Cossacks attacking the opponents of Putin
Since the infamous speech of Aliyev on Oct.11, 2019, in Ashgabat (Turkmenistan) at the CIS Heads of State Council's Session, demonizing Nzhdeh and condemning Armenia for honouring “... Garegin Ter-Harutyunyan, who served German fascists under the nickname of Garegin Nzdeh” , Putin, to satisfy the whims of a Petro Dictator who buys billions of dollars of Russian weaponry, decided to join the chorus determined to destroy the legacy of Nzhdeh.
After all, the patriotism of Nzhdeh, if it gains momentum in Armenia, can well threaten the territories coveted by Aliyev to connect Baku to its exclave Nakhichevan. Nzhdeh fought heroically to make sure that the territories envied by Aliyev remain an integral part of Armenia. Today the ghost of a dead Nzhdeh is more dangerous to the vested interests of three powers (Azerbaijan, Turkey, Russia) trying to carve Armenian lands to protect their geopolitical intrigues.
Unfortunately, the spineless lackey the three powers placed in Yerevan, Nikol Pashinyan, did not dare to open his mouth, and voice any concern, objection, or criticism about the Kremlin’s decision to ban Nzhdeh’s movie. After all, the type of patriotism Nzhdeh adopted as a guiding principle threatens the “Globalist” project Pashinyan is peddling to the 680,000 followers who voted for his party.

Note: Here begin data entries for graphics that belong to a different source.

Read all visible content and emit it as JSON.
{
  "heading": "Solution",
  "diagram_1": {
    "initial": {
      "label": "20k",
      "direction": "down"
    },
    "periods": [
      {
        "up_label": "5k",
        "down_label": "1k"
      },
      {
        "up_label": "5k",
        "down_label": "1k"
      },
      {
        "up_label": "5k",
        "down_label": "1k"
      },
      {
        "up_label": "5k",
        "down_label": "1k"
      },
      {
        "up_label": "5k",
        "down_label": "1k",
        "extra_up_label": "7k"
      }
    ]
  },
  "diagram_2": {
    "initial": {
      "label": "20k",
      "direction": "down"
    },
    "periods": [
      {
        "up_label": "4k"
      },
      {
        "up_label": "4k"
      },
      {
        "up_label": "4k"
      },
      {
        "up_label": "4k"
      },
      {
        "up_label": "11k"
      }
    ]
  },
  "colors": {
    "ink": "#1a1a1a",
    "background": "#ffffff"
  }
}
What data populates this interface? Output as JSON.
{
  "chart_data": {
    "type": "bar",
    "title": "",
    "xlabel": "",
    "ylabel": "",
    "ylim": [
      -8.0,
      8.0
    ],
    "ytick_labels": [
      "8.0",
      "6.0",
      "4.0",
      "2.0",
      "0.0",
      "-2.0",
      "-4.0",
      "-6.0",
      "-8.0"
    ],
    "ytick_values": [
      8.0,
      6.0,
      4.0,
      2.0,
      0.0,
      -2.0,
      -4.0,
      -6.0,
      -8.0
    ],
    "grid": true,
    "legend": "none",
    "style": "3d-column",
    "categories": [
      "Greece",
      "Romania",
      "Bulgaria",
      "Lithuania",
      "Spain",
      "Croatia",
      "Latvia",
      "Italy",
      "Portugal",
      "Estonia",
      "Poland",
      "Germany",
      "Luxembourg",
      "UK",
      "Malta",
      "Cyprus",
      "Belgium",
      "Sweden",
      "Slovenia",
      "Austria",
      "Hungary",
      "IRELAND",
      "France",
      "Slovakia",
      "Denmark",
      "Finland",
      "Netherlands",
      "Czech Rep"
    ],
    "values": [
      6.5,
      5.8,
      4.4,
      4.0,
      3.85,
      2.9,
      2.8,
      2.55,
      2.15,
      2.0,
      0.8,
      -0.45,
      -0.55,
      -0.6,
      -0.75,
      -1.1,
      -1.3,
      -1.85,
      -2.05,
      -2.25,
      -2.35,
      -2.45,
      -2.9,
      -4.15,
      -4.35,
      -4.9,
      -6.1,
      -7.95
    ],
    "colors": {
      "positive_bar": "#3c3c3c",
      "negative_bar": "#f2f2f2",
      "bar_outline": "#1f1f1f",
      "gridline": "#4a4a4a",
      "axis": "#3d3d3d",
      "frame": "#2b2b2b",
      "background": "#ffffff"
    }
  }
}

It seems that Putin and his chorus members (Aliyev, Erdogan, Pashinyan) are unable to grasp the basic reality that KGB Colonel Martiros Aghekian executed Nzhdeh but failed to kill his ideas and the evidence supporting this fact is overwhelming on every continent of this planet. Nzhdeh, the founding father of the Armenian Youth Federation (AYF), passed the torch of patriotism to generations of Armenians born in the diaspora. Thousands of Nzhdehs, from all over the world left the comfort of their homes to defend Artsakh during the 1989-1994 war. Many more made the ultimate sacrifice on the battle fields of Artsakh during the 44-day war, making it clear that bullets killed Nzhdeh but failed to kill his ideas and ideals.
The final question we need to ask is: Can we blame Moscow Police Chief Major General Oleg Baranov for following orders emanating from The Kremlin, involving a close coordination between Putin, Aliyev, and Pashinyan?